The housing market, normally a big contributor to flatbed rates, is a “dog,” he said.
The strength in flatbed, he said, looks to be coming from the industrial Midwest. “It’s coming from old school machinery,” Fuller said. “It strikes me that things like steel, aluminum and copper are what’s driving this market.”
It’s part of what he called an “energy buildout,” but it doesn’t have to do with drilling for oil.
“I’m talking about the power generation, the cooling systems going into data centers and the centers themselves,” he said. The list is endless: computer chips to actually power the data centers, steel racks to hold the miles of fiber, and so on. “And that is what is moving the market,” Fuller said.
A miserable time to be a shipper
That was a comment made in the banter between Fuller and Zack Strickland, SONAR director of freight market intelligence who presented the webinar with Fuller.
The two of them noted a confluence of several factors creating serious headwinds for shippers.
First of all, the demand from them is rising; the SONAR Tender Volume Index (STVI), which measures demand, has been increasing after either being flat or on a downward trajectory in the last year.
The rise in spot rates is leading to higher contract rates in the current bid cycle.
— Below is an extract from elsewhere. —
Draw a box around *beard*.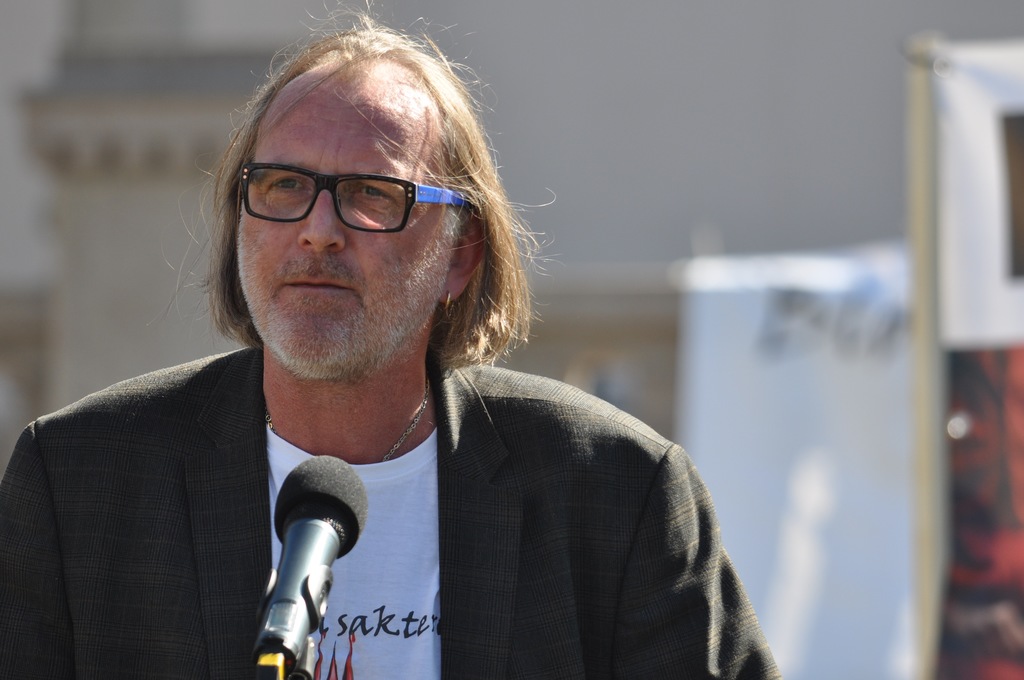
[227, 193, 449, 379].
As Fuller said, given market conditions, “they have to.”
Fuel surcharges are rising. Those are designed to be passed down to shippers and away from exposing carriers to higher fuel costs. Fuller said about 80% of freight moves on a truck with a fuel surcharge.
And the availability of trucks is down as a result of the federal crackdown on non-compliant carriers. Fuller conceded he was making a controversial statement, but “the non-regulated, non-compliant motor carriers provide better service and cheaper rates.” It’s better, he said, because “they can run 20 hours a day and they’ll run faster.” But it’s also illegal. And despite that, Fuller said “that’s exactly the way the market has been working.”
Rates & Fuel
SONAR’s key rate measurements are the NTIL and the NTI. The latter accounts for fuel costs; the former does not, as the L in its represents “linehaul only.” The NTI has risen recently as the NTIL has dropped slightly, reflecting the increased cost of diesel that is built into the NTI.
Fuller said “the purpose of the NTIL is to remove the freight volatility signals in fuel, because you can measure that independence.”
Both indices are back to about where they were at the start of 2023, when the great freight recession was swinging into full gear. Fuller said he expected to see new highs in both of them, “because we’re moving into the latter part of March and capacity continues to tighten.”